Iam Pochana

Restaurants · Pom Prap Sattru Phai

215 2-3 Yi Sip Song Karakadakhom 1 Rd, Pom Prap, Pom Prap Sattru Phai, Bangkok 10100

Rated 4.3/5 from 1231 Google reviews.

The beef hotpot here is the anchor: a chimney-pot vessel of aromatic broth arrives with a platter of thin beef slices, beef balls, beef flank, beef knuckle, and water spinach. Add tripe or liver at THB 80 per portion. The Thin Rice Noodles Fried with Seafood and Water Mimosa at THB 140 is the kitchen's most distinctive stir-fry: savory, gently sweet, and fragrant from the wok. Moo kratha sets run THB 250 to 300.

You turn off Mitthaphap Road at Vongwien 22 and walk roughly 20 metres before the two open shophouse units of Iam Pochana come into view. The venue has been here for over 70 years, a fact that locals in Pom Prap Sattru Phai district treat as self-evident. Most of the seating spills outdoors onto the open-air pavement, reflecting the local dining culture of this old Bangkok neighbourhood near Chinatown and Wat Mangkon MRT station. The kitchen runs a wide menu but the beef hotpot is what the restaurant is known for. It arrives in the traditional Thai chimney-pot vessel, a central funnel keeping the charcoal heat consistent around the moat of broth, with a plate of ingredients built around cuts of beef. The Top 3 Set at THB 350 includes thin beef slices, beef balls, beef flank, beef knuckle, and water spinach. Add-on portions of tripe or liver cost THB 80 each and arrive fresh. The broth is infused with beef essence and aromatic herbs, clear rather than murky, and serves as the seasoning base for everything that goes into the pot. Moo kratha, the Thai-style grilled meat and broth combination, is the second major draw. Packages run THB 250 to 300 per set and include options built around marinated pork, bacon, seafood, or combinations of all. Korean-style beef preparations are also on the menu. The stir-fry section runs the full range of Thai-Chinese a la carte dishes, with the standout being Thin Rice Noodles Fried with Seafood and Water Mimosa at THB 140, a wok-fried dish with cuttlefish, prawns, and the water spinach-adjacent vegetable that is rarely found prepared this way outside specialist kitchens. The flavour is savoury with a mild sweetness and a gradual chili heat. Nothing on the regular menu exceeds THB 200 per dish. Iam Pochana is not positioned for tourists and most tables on any given night are Thai speakers. It is a 7-minute walk from Wat Mangkon MRT station at Gate 1, which places it squarely in the orbit of Chinatown evening explorers. The kitchen runs every night from 5 PM to 3 AM, making it one of the few legitimate late-night hotpot destinations in the city with this length of track record behind it.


*Task goal*. Among the entries below, copy every line that carries the word "mean".

[Collected data]
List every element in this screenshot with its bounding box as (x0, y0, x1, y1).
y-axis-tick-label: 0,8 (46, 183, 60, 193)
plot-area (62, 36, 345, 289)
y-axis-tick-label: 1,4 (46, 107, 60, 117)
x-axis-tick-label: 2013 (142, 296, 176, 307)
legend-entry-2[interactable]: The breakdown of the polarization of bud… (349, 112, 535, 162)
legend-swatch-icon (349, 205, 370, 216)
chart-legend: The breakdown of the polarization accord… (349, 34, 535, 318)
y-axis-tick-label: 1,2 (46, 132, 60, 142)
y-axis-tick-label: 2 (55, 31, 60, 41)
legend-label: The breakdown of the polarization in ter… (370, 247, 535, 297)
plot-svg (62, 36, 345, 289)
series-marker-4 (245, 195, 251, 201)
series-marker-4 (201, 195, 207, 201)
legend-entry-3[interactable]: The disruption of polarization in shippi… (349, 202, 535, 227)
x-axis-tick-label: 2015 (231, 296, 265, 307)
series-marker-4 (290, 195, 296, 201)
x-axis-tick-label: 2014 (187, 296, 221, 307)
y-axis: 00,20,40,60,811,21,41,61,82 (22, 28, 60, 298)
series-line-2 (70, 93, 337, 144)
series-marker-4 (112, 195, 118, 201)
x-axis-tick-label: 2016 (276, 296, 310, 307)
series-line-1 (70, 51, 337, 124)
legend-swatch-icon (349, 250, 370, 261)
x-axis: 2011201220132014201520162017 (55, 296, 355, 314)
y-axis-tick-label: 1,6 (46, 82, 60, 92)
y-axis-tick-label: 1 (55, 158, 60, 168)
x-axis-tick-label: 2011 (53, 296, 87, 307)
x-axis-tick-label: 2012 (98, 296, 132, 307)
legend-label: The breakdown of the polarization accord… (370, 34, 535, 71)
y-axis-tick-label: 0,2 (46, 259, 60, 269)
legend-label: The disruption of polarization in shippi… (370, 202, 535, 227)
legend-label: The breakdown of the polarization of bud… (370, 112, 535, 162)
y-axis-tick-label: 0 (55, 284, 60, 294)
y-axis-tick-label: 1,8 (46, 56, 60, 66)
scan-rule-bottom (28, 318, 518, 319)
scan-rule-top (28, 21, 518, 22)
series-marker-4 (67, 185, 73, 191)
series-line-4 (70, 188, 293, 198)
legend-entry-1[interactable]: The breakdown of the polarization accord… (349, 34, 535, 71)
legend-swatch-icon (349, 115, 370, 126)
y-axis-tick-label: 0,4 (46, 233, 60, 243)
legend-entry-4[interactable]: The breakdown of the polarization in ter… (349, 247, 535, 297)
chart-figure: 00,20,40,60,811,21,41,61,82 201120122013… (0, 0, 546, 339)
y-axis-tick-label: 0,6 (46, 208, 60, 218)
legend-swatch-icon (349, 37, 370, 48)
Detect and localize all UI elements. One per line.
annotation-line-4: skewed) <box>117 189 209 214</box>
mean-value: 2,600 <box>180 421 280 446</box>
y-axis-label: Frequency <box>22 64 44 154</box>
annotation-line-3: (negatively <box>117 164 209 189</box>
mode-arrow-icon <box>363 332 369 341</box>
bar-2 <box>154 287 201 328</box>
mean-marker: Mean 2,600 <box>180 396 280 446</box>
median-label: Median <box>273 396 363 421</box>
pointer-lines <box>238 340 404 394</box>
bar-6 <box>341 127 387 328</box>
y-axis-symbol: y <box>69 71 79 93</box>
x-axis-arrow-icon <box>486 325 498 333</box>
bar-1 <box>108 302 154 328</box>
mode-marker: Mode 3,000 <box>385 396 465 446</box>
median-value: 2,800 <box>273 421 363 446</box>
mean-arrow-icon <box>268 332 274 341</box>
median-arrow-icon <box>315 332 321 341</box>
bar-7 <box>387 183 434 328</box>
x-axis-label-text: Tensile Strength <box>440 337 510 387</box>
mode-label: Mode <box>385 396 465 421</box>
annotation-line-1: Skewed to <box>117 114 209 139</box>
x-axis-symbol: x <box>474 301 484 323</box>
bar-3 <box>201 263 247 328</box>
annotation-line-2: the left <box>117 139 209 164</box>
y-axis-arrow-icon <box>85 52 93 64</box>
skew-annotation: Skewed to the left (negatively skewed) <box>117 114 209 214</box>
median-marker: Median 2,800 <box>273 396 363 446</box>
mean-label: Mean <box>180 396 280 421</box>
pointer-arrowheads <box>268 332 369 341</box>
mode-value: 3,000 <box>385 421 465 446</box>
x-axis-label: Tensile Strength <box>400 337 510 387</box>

*Solution to this exercise*.
mean-value: 2,600 <box>180 421 280 446</box>
mean-marker: Mean 2,600 <box>180 396 280 446</box>
mean-arrow-icon <box>268 332 274 341</box>
mean-label: Mean <box>180 396 280 421</box>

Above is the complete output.